On Thursday, contract lifecycle management provider Ironclad announced the launch of its generative artificial intelligence legal assistant Jurist.

Jurist’s public launch comes six months after Ironclad’s release of Ironclad Signature, an e-signature solution offering click-to-accept functionalities, approval chains and executive summaries. Ironclad also earlier this year released Custom AI, a set of features allowing users to improve the quality of their AI results.

What it is: Jurist is a gen AI legal assistant focused on streamlining the CLM process by automating contract summarization, editing, translation and drafting.

Jurist allows users to create and edit contracts with benchmarks and upload past precedents.

It’s also doc.x native, meaning users can also download and work on Microsoft Word documents while using Jurist.

“I think the key is this integrated experience, the conversational agent completely connected into this multi[document] environment and what we hope to do is help that lawyer be massively more productive,” Ironclad chief product officer Michel Feaster said.

Jurist also provides background on its answers, citing articles and prompts it used to produce them.

Why it’s needed: Feaster said Ironclad’s customers wanted an AI assistant tied to the company’s platform.

“We've been in this space for 10 years, we have hundreds of thousands of lawyers on the platform, we tried to build not just an assistant, but literally the most purpose-built, assistant optimized to help lawyers do their work better and faster,” she said.

After consulting with law firms and in-house lawyers, Ironclad also found that users wanted transparency around AI tools. Feaster noted that Jurist’s ability to cite its answers was a significant feature that could enforce that.

“This kind of transparent, iterative prompting where we're literally showing you everything we're doing, I think that's just critical for the legal profession because we're not trying to replace lawyers, we're trying to make them more productive, and they have to trust how a Jurist is getting to its answers,” Feaster explained.

Under the hood: Jurist was built and is powered with Rivet, a visual programming environment on the back end that assists Ironclad in building generative AI tools. Rivet was also used to build Contract AI, released in May.

“One of the challenges with modern LLMs is they're not super predictable, you can type in something and they don't give you the same response,” Feaster said. “We've built this multiagent architecture where the UI of Jurist actually has all of these little miniagents optimized for doing particular legal tasks like feed text in to get a red line or search for precedent or annotate the contract. And these agents actually control the LLM, that's how we communicate to the LLM.”

Competition: Gen AI-powered legal assistants are not a new concept for CLM providers.

In 2023, ContractPodAi released AI legal assistant Leah. CLM provider Lexion released its own AI contract management capabilities with AI Contract Assist back in 2022.

Feaster noted that Jurist’s doc.x native feature is what sets Ironclad’s AI assistant apart.

“We essentially have a doc.x native word environment literally embedded in the browser and in many other assistants, those are two different technologies, they're completely disconnected,” she said.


• [What the exercise asks]
Which lines of the entries contain the word "live"? Please list them.

• [Exercise inputs]
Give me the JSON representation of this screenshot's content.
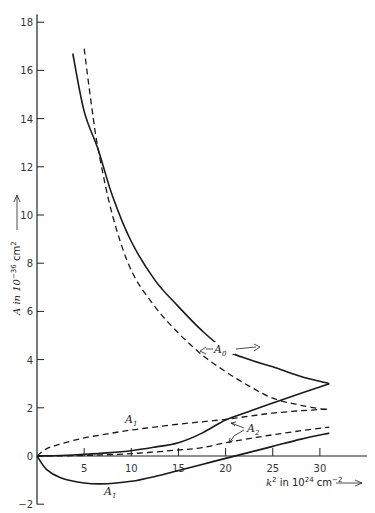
{
  "chart_data": {
    "type": "line",
    "title": "",
    "xlabel": "k² in 10²⁴ cm⁻²",
    "ylabel": "A in 10⁻³⁶ cm²",
    "xlim": [
      0,
      35
    ],
    "ylim": [
      -2,
      18
    ],
    "x_ticks": [
      5,
      10,
      15,
      20,
      25,
      30
    ],
    "y_ticks": [
      -2,
      0,
      2,
      4,
      6,
      8,
      10,
      12,
      14,
      16,
      18
    ],
    "grid": false,
    "legend": "none (inline curve labels)",
    "series": [
      {
        "name": "A0 (solid)",
        "style": "solid",
        "x": [
          3.8,
          5,
          6.5,
          8,
          10,
          12.5,
          15,
          17.5,
          20,
          22.5,
          25,
          28,
          31
        ],
        "y": [
          16.7,
          14.3,
          12.7,
          10.8,
          8.9,
          7.3,
          6.2,
          5.2,
          4.4,
          4.0,
          3.7,
          3.3,
          3.0
        ]
      },
      {
        "name": "A0 (dashed)",
        "style": "dashed",
        "x": [
          5,
          5.8,
          6.5,
          8,
          10,
          12.5,
          15,
          17.5,
          20,
          22.5,
          25,
          28,
          31
        ],
        "y": [
          16.9,
          14.5,
          12.7,
          10.0,
          7.7,
          6.2,
          5.1,
          4.2,
          3.5,
          2.9,
          2.4,
          2.1,
          1.9
        ]
      },
      {
        "name": "A1 (solid)",
        "style": "solid",
        "x": [
          0,
          1,
          2.5,
          5,
          7.5,
          10,
          12.5,
          15,
          17.5,
          20,
          22.5,
          25,
          28,
          31
        ],
        "y": [
          0,
          -0.55,
          -0.9,
          -1.12,
          -1.15,
          -1.05,
          -0.85,
          -0.6,
          -0.35,
          -0.1,
          0.15,
          0.4,
          0.7,
          0.95
        ]
      },
      {
        "name": "A1 (dashed)",
        "style": "dashed",
        "x": [
          0,
          1,
          2.5,
          5,
          7.5,
          10,
          12.5,
          15,
          17.5,
          20,
          22.5,
          25,
          28,
          31
        ],
        "y": [
          0,
          0.3,
          0.5,
          0.75,
          0.92,
          1.08,
          1.2,
          1.32,
          1.42,
          1.52,
          1.65,
          1.78,
          1.88,
          1.95
        ]
      },
      {
        "name": "A2 (solid)",
        "style": "solid",
        "x": [
          0,
          2.5,
          5,
          7.5,
          10,
          12.5,
          15,
          17.5,
          20,
          22.5,
          25,
          28,
          31
        ],
        "y": [
          0,
          0.02,
          0.07,
          0.13,
          0.22,
          0.37,
          0.55,
          0.95,
          1.5,
          1.85,
          2.2,
          2.6,
          3.0
        ]
      },
      {
        "name": "A2 (dashed)",
        "style": "dashed",
        "x": [
          0,
          5,
          10,
          15,
          17.5,
          20,
          22.5,
          25,
          28,
          31
        ],
        "y": [
          0,
          0.02,
          0.1,
          0.25,
          0.35,
          0.55,
          0.72,
          0.88,
          1.05,
          1.2
        ]
      }
    ],
    "annotations": [
      {
        "text": "A0",
        "x": 19.5,
        "y": 4.6,
        "note": "double-arrow label pointing to solid and dashed A0"
      },
      {
        "text": "A1",
        "x": 9.5,
        "y": 1.45,
        "note": "label above dashed A1"
      },
      {
        "text": "A1",
        "x": 7.7,
        "y": -1.6,
        "note": "label below solid A1"
      },
      {
        "text": "A2",
        "x": 22.2,
        "y": 0.9,
        "note": "arrows to solid and dashed A2"
      }
    ]
  },
  "labels": {
    "y_axis": "A in 10",
    "y_axis_exp": "−36",
    "y_axis_unit": " cm",
    "y_axis_unit_exp": "2",
    "x_axis": "k",
    "x_axis_exp": "2",
    "x_axis_mid": " in 10",
    "x_axis_exp2": "24",
    "x_axis_unit": " cm",
    "x_axis_unit_exp": "−2",
    "a0": "A",
    "a0_sub": "0",
    "a1": "A",
    "a1_sub": "1",
    "a2": "A",
    "a2_sub": "2"
  }
}
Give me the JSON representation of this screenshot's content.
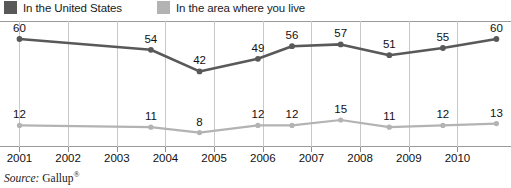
{
  "legend": {
    "items": [
      {
        "label": "In the United States",
        "color": "#595959",
        "icon": "legend-swatch-icon"
      },
      {
        "label": "In the area where you live",
        "color": "#b3b3b3",
        "icon": "legend-swatch-icon"
      }
    ]
  },
  "source": {
    "prefix": "Source:",
    "name": "Gallup",
    "registered_mark": "®"
  },
  "chart_data": {
    "type": "line",
    "title": "",
    "subtitle": "",
    "xlabel": "",
    "ylabel": "",
    "xlim": [
      2000.6,
      2011.1
    ],
    "ylim": [
      0,
      70
    ],
    "grid": "vertical-yearly",
    "legend_position": "top-left",
    "x_tick_labels": [
      "2001",
      "2002",
      "2003",
      "2004",
      "2005",
      "2006",
      "2007",
      "2008",
      "2009",
      "2010"
    ],
    "x_ticks": [
      2001,
      2002,
      2003,
      2004,
      2005,
      2006,
      2007,
      2008,
      2009,
      2010
    ],
    "series": [
      {
        "name": "In the United States",
        "color": "#595959",
        "x": [
          2001.0,
          2003.7,
          2004.7,
          2005.9,
          2006.6,
          2007.6,
          2008.6,
          2009.7,
          2010.8
        ],
        "values": [
          60,
          54,
          42,
          49,
          56,
          57,
          51,
          55,
          60
        ]
      },
      {
        "name": "In the area where you live",
        "color": "#b3b3b3",
        "x": [
          2001.0,
          2003.7,
          2004.7,
          2005.9,
          2006.6,
          2007.6,
          2008.6,
          2009.7,
          2010.8
        ],
        "values": [
          12,
          11,
          8,
          12,
          12,
          15,
          11,
          12,
          13
        ]
      }
    ]
  }
}
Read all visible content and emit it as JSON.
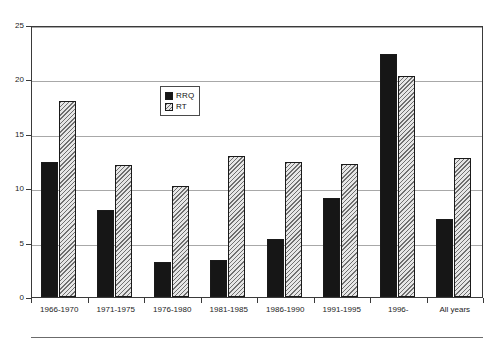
{
  "chart_data": {
    "type": "bar",
    "title": "",
    "subtitle": "",
    "xlabel": "",
    "ylabel": "",
    "ylim": [
      0,
      25
    ],
    "yticks": [
      "0",
      "5",
      "10",
      "15",
      "20",
      "25"
    ],
    "ytick_values": [
      0,
      5,
      10,
      15,
      20,
      25
    ],
    "grid": true,
    "legend_position": "inside-upper-left",
    "categories": [
      "1966-1970",
      "1971-1975",
      "1976-1980",
      "1981-1985",
      "1986-1990",
      "1991-1995",
      "1996-",
      "All years"
    ],
    "series": [
      {
        "name": "RRQ",
        "fill": "solid-black",
        "color": "#161616",
        "values": [
          12.4,
          8.0,
          3.2,
          3.4,
          5.3,
          9.1,
          22.3,
          7.2
        ]
      },
      {
        "name": "RT",
        "fill": "diagonal-hatch",
        "color": "#d2d2d2",
        "values": [
          18.0,
          12.1,
          10.2,
          13.0,
          12.4,
          12.2,
          20.3,
          12.8
        ]
      }
    ]
  },
  "legend": {
    "entries": [
      {
        "label": "RRQ"
      },
      {
        "label": "RT"
      }
    ]
  },
  "colors": {
    "series_rrq": "#161616",
    "series_rt": "#d2d2d2",
    "gridline": "#a8a8a8",
    "axis": "#3a3a3a",
    "background": "#ffffff",
    "text": "#1c1c1c"
  }
}
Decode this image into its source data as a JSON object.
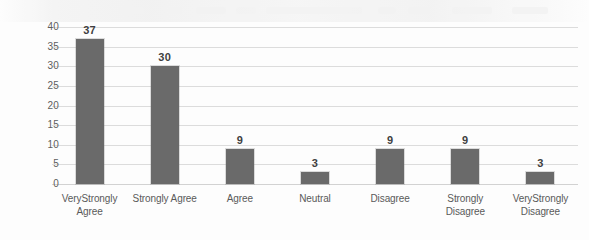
{
  "chart_data": {
    "type": "bar",
    "title": "",
    "subtitle": "",
    "xlabel": "",
    "ylabel": "",
    "categories": [
      "VeryStrongly Agree",
      "Strongly Agree",
      "Agree",
      "Neutral",
      "Disagree",
      "Strongly Disagree",
      "VeryStrongly Disagree"
    ],
    "category_lines": [
      [
        "VeryStrongly",
        "Agree"
      ],
      [
        "Strongly Agree",
        ""
      ],
      [
        "Agree",
        ""
      ],
      [
        "Neutral",
        ""
      ],
      [
        "Disagree",
        ""
      ],
      [
        "Strongly",
        "Disagree"
      ],
      [
        "VeryStrongly",
        "Disagree"
      ]
    ],
    "values": [
      37,
      30,
      9,
      3,
      9,
      9,
      3
    ],
    "data_labels": [
      "37",
      "30",
      "9",
      "3",
      "9",
      "9",
      "3"
    ],
    "ylim": [
      0,
      40
    ],
    "ytick_step": 5,
    "ytick_labels": [
      "40",
      "35",
      "30",
      "25",
      "20",
      "15",
      "10",
      "5",
      "0"
    ],
    "ytick_values": [
      40,
      35,
      30,
      25,
      20,
      15,
      10,
      5,
      0
    ],
    "grid": true,
    "grid_axis": "y",
    "legend": false,
    "legend_position": "none",
    "series": [
      {
        "name": "",
        "values": [
          37,
          30,
          9,
          3,
          9,
          9,
          3
        ]
      }
    ]
  },
  "colors": {
    "bar": "#6a6a6a",
    "gridline": "#dcdcdc",
    "baseline": "#d2d2d2",
    "tick_text": "#5d5d5d",
    "label_text": "#5a5a5a",
    "value_text": "#3f3f3f",
    "background": "#fdfdfd"
  }
}
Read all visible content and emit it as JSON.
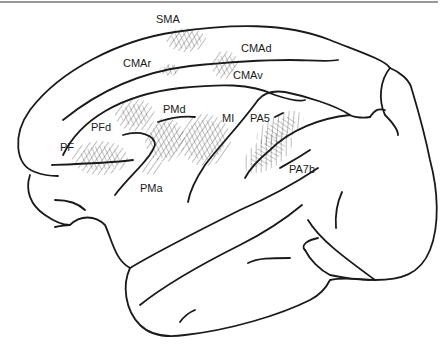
{
  "figure": {
    "line_color": "#1a1a1a",
    "background": "#ffffff",
    "labels": [
      {
        "id": "sma",
        "text": "SMA",
        "x": 156,
        "y": 14
      },
      {
        "id": "cmar",
        "text": "CMAr",
        "x": 123,
        "y": 58
      },
      {
        "id": "cmad",
        "text": "CMAd",
        "x": 241,
        "y": 43
      },
      {
        "id": "cmav",
        "text": "CMAv",
        "x": 233,
        "y": 70
      },
      {
        "id": "pmd",
        "text": "PMd",
        "x": 163,
        "y": 104
      },
      {
        "id": "pfd",
        "text": "PFd",
        "x": 91,
        "y": 122
      },
      {
        "id": "pf",
        "text": "PF",
        "x": 60,
        "y": 142
      },
      {
        "id": "pma",
        "text": "PMa",
        "x": 140,
        "y": 183
      },
      {
        "id": "mi",
        "text": "MI",
        "x": 222,
        "y": 113
      },
      {
        "id": "pa5",
        "text": "PA5",
        "x": 250,
        "y": 113
      },
      {
        "id": "pa7b",
        "text": "PA7b",
        "x": 289,
        "y": 164
      }
    ]
  }
}
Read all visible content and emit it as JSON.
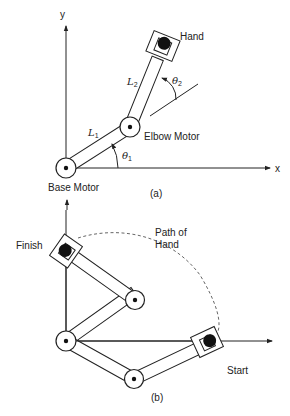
{
  "figure_a": {
    "caption": "(a)",
    "axis_x_label": "x",
    "axis_y_label": "y",
    "labels": {
      "hand": "Hand",
      "elbow_motor": "Elbow Motor",
      "base_motor": "Base Motor",
      "link1": "L",
      "link1_sub": "1",
      "link2": "L",
      "link2_sub": "2",
      "theta1": "θ",
      "theta1_sub": "1",
      "theta2": "θ",
      "theta2_sub": "2"
    }
  },
  "figure_b": {
    "caption": "(b)",
    "labels": {
      "finish": "Finish",
      "start": "Start",
      "path_line1": "Path of",
      "path_line2": "Hand"
    }
  },
  "colors": {
    "stroke": "#222222",
    "background": "#ffffff",
    "path": "#555555"
  }
}
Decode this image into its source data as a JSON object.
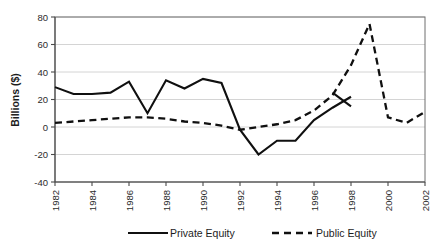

• [Expected output]
        "label": "In the area where you live",
        "name": "In the area where you live",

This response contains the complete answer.